Graham Reid | | 3 min read
With this 2004 year about half gone we appear to be in a volatile time. Some days you just don't want to get out of bed.
In politically precarious North Asia both South Korea and Taiwan are suffering internal ructions. Islamist terrorism has cast a shadow of fear over the "coalition of the willing", there have been bombs from Baghdad to Madrid and southern Thailand, and the Israel-Palestine conundrum is literally more explosive than a year ago. Iraq is a quagmire of gun culture, anger and impasse.
The presidential election in the United States is looming as one of the most significant in recent memory, various African states and Pakistan are tinder boxes under a naked flame, and the Olympic Games -- with all that means for terrorists and the disaffected -- are on the horizon.
This looks like a landmark year. When have we had such another?
In this thick and engrossingly microscopic book New York author Kurlansky -- who wrote the engagingly anecdotal Salt: A World History -- contends persuasively that 1968 was more turbulent than any in recent recall.
Just a roll call is enough to conjure up powerful images for those adult enough to have lived through them: Biafra, Dubcek's Czechoslovakia, Ho Chi Minh, Johnson's resignation, the Rolling Stones' Sympathy for the Devil ...
1968 was quite a year. In his New Year's Eve message ushering it in, France's President Charles de Gaulle announced with avuncular certainty that he greeted '68 with serenity. His Prime Minister Georges Pompidou equally anticipated few problems in the year ahead.
They could not have been more wrong.
A historic alliance of students and workers would paralyse France (then later Rome) and the ideology of revolution, sit-ins and violence would spread globally. The war in Vietnam would escalate and spit up the highest body count of American soldiers of the war; American President Lyndon Johnson would not seek re-election; and militant activists like H. Rap Brown and Huey Newton from the Black Panthers, Daniel Cohn-Bendit (aka Dany the Red) in France, and Tariq Ali in Britain would become household names.
It was a year when Democratic nominee Robert Kennedy and Dr Martin Luther King fell to assassins' bullets and the peaceful protests of earlier that decade -- with Pete Seeger's plaintively weak We Shall Overcome as its anodyne anthem -- were replaced by unstoppable rage.
Even Dr King saw it coming: "Maybe we just have to admit that the day of violence is here, and maybe we just have to give up and let violence take its course. The nation won't listen to our voice. Maybe it will heed the voice of violence."
After King's murder in April '68, the Black Power leader Stokely Carmichael said, "Now that they've taken Dr King off, it's time to end this non-violent bullshit." His political opposite, Chicago Mayor Richard Daley, agreed. He told the National Guard to "shoot to kill" demonstrators.
On the streets of many nations the gloves were off: riots in Paris and Berlin; anti-Vietnam rallies; sit-ins became the common and inventive technique of protest; the massacre of demonstrators in Mexico's Tlatelolco plaza; the Vietcong's Tet Offensive took them to the gates of the American embassy in Saigon; Russian tanks rolled into Czechoslovakia to suppress Dubcek's quiet revolution ...
1968 was also a year of resonant symbolism; black athletes at the Mexico Olympics raising their fists in a Black Power salute; day-glo posters of hippie'67 were replaced by the iconic shadow image of Che Guevara.
The soundtrack also changed. The year before it had been peace, love and Sgt Pepper's, now it was the darker moods of the Doors and Jefferson Airplane (whose Crown of Creation album cover showed them inside a mushroom cloud).
In this hypnotically readable analysis the past is a different, but chillingly familiar, country. Today the tactics of terror and civil disobedience have become common currency, the assassination of political leaders, which was once a marginal act in history, is now not unexpected.
We used to say those who don't learn from history are condemned to repeat it. Now we say, "Whatever".
Whatever.
This is a fast-paced, informative and thoroughly readable history of a year like no other.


*What you will do*
An exact reproduction of all the entries is the expected answer.

*Data*
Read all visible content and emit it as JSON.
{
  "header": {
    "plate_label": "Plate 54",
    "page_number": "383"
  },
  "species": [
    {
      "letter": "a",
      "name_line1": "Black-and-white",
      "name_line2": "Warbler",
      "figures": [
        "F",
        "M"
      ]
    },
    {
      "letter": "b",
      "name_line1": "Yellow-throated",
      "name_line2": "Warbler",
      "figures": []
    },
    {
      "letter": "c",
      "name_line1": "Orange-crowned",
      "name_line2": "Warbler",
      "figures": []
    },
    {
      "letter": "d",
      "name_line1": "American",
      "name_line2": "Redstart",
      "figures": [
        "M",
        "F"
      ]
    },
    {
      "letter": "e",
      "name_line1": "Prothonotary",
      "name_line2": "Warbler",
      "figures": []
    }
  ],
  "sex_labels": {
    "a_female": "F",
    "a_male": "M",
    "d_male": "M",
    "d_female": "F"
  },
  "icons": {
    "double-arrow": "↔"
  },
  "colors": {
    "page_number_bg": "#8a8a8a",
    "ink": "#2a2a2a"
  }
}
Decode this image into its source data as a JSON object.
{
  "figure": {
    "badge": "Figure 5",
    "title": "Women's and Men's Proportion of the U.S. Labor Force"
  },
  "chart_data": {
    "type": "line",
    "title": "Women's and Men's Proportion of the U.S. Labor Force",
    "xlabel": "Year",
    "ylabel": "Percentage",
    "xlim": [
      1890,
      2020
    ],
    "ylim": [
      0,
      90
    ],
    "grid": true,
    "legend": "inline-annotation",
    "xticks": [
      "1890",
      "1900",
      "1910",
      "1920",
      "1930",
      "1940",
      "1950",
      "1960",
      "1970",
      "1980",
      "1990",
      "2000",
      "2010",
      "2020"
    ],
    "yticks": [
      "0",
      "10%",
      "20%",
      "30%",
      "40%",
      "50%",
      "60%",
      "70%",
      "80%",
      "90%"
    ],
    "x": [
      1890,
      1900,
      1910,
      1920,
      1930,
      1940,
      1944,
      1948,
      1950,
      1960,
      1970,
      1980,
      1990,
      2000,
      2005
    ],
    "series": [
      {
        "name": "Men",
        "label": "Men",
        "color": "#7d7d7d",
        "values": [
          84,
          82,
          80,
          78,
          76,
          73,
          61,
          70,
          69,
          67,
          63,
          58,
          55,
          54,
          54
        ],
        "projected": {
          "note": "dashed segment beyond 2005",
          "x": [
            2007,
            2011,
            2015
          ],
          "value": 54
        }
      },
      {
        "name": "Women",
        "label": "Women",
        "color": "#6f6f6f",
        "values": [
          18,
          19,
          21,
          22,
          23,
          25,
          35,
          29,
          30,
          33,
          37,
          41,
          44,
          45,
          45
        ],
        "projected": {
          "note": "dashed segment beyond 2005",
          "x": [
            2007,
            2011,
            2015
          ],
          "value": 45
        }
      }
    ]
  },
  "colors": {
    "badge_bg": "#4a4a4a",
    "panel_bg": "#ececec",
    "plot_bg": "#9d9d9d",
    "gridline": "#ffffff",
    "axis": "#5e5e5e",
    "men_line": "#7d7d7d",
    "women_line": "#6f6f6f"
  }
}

*Result below*
Read all visible content and emit it as JSON.
{
  "header": {
    "plate_label": "Plate 54",
    "page_number": "383"
  },
  "species": [
    {
      "letter": "a",
      "name_line1": "Black-and-white",
      "name_line2": "Warbler",
      "figures": [
        "F",
        "M"
      ]
    },
    {
      "letter": "b",
      "name_line1": "Yellow-throated",
      "name_line2": "Warbler",
      "figures": []
    },
    {
      "letter": "c",
      "name_line1": "Orange-crowned",
      "name_line2": "Warbler",
      "figures": []
    },
    {
      "letter": "d",
      "name_line1": "American",
      "name_line2": "Redstart",
      "figures": [
        "M",
        "F"
      ]
    },
    {
      "letter": "e",
      "name_line1": "Prothonotary",
      "name_line2": "Warbler",
      "figures": []
    }
  ],
  "sex_labels": {
    "a_female": "F",
    "a_male": "M",
    "d_male": "M",
    "d_female": "F"
  },
  "icons": {
    "double-arrow": "↔"
  },
  "colors": {
    "page_number_bg": "#8a8a8a",
    "ink": "#2a2a2a"
  }
}
Decode this image into its source data as a JSON object.
{
  "figure": {
    "badge": "Figure 5",
    "title": "Women's and Men's Proportion of the U.S. Labor Force"
  },
  "chart_data": {
    "type": "line",
    "title": "Women's and Men's Proportion of the U.S. Labor Force",
    "xlabel": "Year",
    "ylabel": "Percentage",
    "xlim": [
      1890,
      2020
    ],
    "ylim": [
      0,
      90
    ],
    "grid": true,
    "legend": "inline-annotation",
    "xticks": [
      "1890",
      "1900",
      "1910",
      "1920",
      "1930",
      "1940",
      "1950",
      "1960",
      "1970",
      "1980",
      "1990",
      "2000",
      "2010",
      "2020"
    ],
    "yticks": [
      "0",
      "10%",
      "20%",
      "30%",
      "40%",
      "50%",
      "60%",
      "70%",
      "80%",
      "90%"
    ],
    "x": [
      1890,
      1900,
      1910,
      1920,
      1930,
      1940,
      1944,
      1948,
      1950,
      1960,
      1970,
      1980,
      1990,
      2000,
      2005
    ],
    "series": [
      {
        "name": "Men",
        "label": "Men",
        "color": "#7d7d7d",
        "values": [
          84,
          82,
          80,
          78,
          76,
          73,
          61,
          70,
          69,
          67,
          63,
          58,
          55,
          54,
          54
        ],
        "projected": {
          "note": "dashed segment beyond 2005",
          "x": [
            2007,
            2011,
            2015
          ],
          "value": 54
        }
      },
      {
        "name": "Women",
        "label": "Women",
        "color": "#6f6f6f",
        "values": [
          18,
          19,
          21,
          22,
          23,
          25,
          35,
          29,
          30,
          33,
          37,
          41,
          44,
          45,
          45
        ],
        "projected": {
          "note": "dashed segment beyond 2005",
          "x": [
            2007,
            2011,
            2015
          ],
          "value": 45
        }
      }
    ]
  },
  "colors": {
    "badge_bg": "#4a4a4a",
    "panel_bg": "#ececec",
    "plot_bg": "#9d9d9d",
    "gridline": "#ffffff",
    "axis": "#5e5e5e",
    "men_line": "#7d7d7d",
    "women_line": "#6f6f6f"
  }
}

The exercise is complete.